Keoghan told his Twitter followers: “Wait until the tough run ends”,
“Wait until we get DCL back”,
“Wait until we have our best 11”,
“Wait until Benitez has gone”.
“Maybe Everton are just s****?”
When it comes to the spine of the team the Blues were without as they entered this winter of discontent, Yerry Mina and Abdoulaye Doucoure are crocked again while last season’s top scorer Dominic Calvert-Lewin has yet to score since his January 2 return and spent the Newcastle United game on the substitutes bench having recovered from his latest knock.
One of the major problems that continues to dog this group of Everton players is their inconsistency.
Rather than follow up the weekend’s positive showing against Brentford that produced the biggest win for a new manager in his first game throughout the club’s history, they condemned Lampard to being as BT Sport said “Everton’s first manager since Gordon Lee in 1977 to lose his first league game in charge.”

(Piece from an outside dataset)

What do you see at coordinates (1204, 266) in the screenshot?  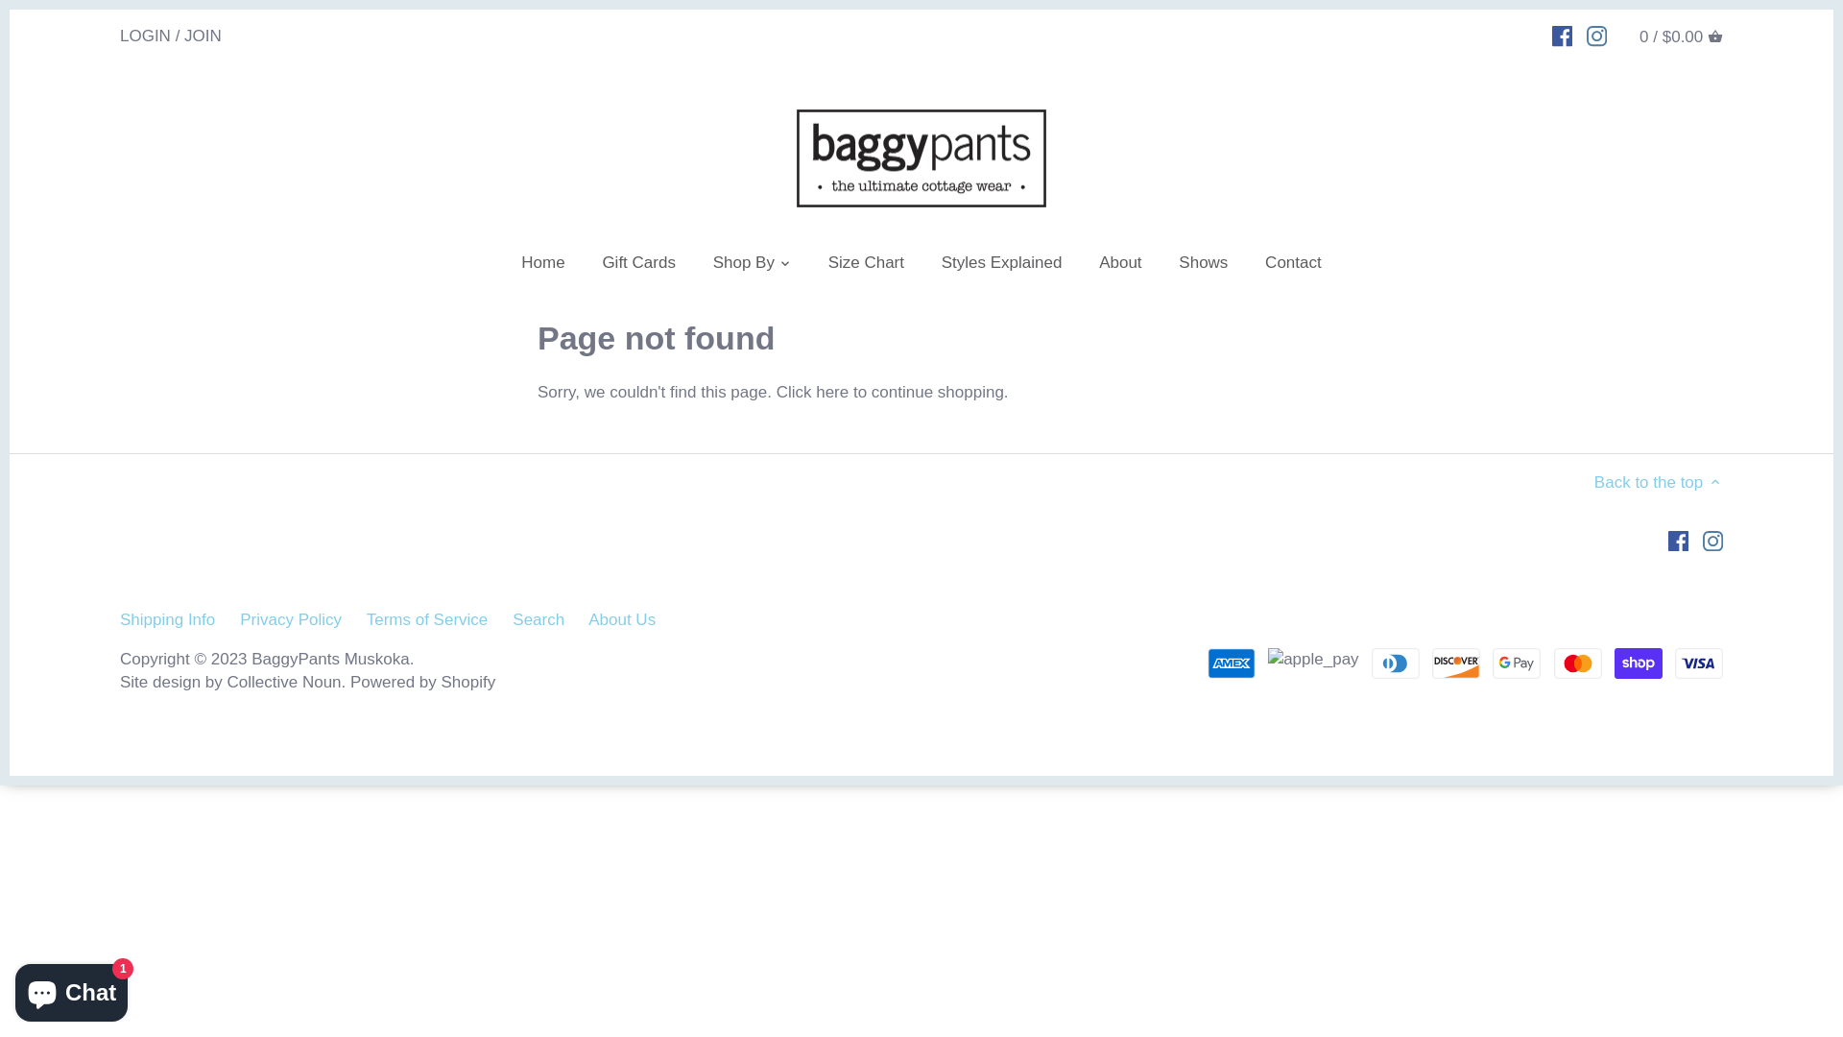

In a classic case of ‘Lies, damned lies and statistics’ there was a bit of semantic gymnastics with such a claim given that Howard Kendall lost his first league game 2-1 at home to Crystal Palace in 1997, in what was his third spell in charge, but regardless of such unwanted notoriety, the defeat ratchets up the stakes for when Lampard’s old ‘Spygate’ foe Marcelo Bielsa brings his Leeds United side to Goodison on Saturday.
It was the same after what remains the Blues’ last Premier League win to date against Arsenal.
The euphoria of that last-gasp comeback success should have been a watershed moment in the campaign but six days later was the debacle at Selhurst Park when Benitez basically conceded he wasn’t going to attempt to coach his players to try and pass the ball properly.
Such Jekyll & Hyde back-to-back displays are not isolated incidents either.
Just five days after the 3-1 home win over Burnley on September 13, in which the Clarets were blown away by three goals in just six second half minutes, a result that took Everton joint top of the fledgling Premier League table, they slumped to a 3-0 defeat at Aston Villa, conceding three times in the space of nine minutes.
Some of this squad have played under all six managers that Mr Moshiri has appointed in less than six years at the helm and as they try to adapt to the methods of the latest incumbent in the dugout, they need to start taking their share of accountability for the poor results.
Here is a team who last season were second in the table as late as Boxing Day.
That if we’re honest is a false position but so too should be their current lowly station but the old adage that the league table never lies cannot be discounted.
If you look at the individual pedigrees of those among this expensively-assembled group then they clearly have the talent to be at least safely placed in mid-table if not even challenging for Europe.
But instead, in the week that Queen Elizabeth II began her Platinum Jubilee as this country’s longest-reigning monarch, they find themselves staring into the abyss of would be Everton’s first relegation since 1951, a time before the now 95-year-old sovereign even took the crown.
While they somehow made Allan Saint-Maximin look like Lionel Messi, the rest of the Newcastle side were hardly world-beaters but while their visitors wilted, they played gamely and displayed the stomach for the fight needed in the weeks ahead.
The team who had to pull off the Blues’ first Premier League ‘Great Escape’ in 1994 were also a talented bunch as their FA Cup success of the following year – still the club’s last major honour to date – showed but the men who would become Joe Royle’s ‘Dogs of War’ could never be accused of lacking character.
Under Lampard, a leader who at least has the backing of the fanbase – it doesn’t bear thinking about how Vitor Pereira would be coping in this situation – the current Everton side must now show that won’t be their failing.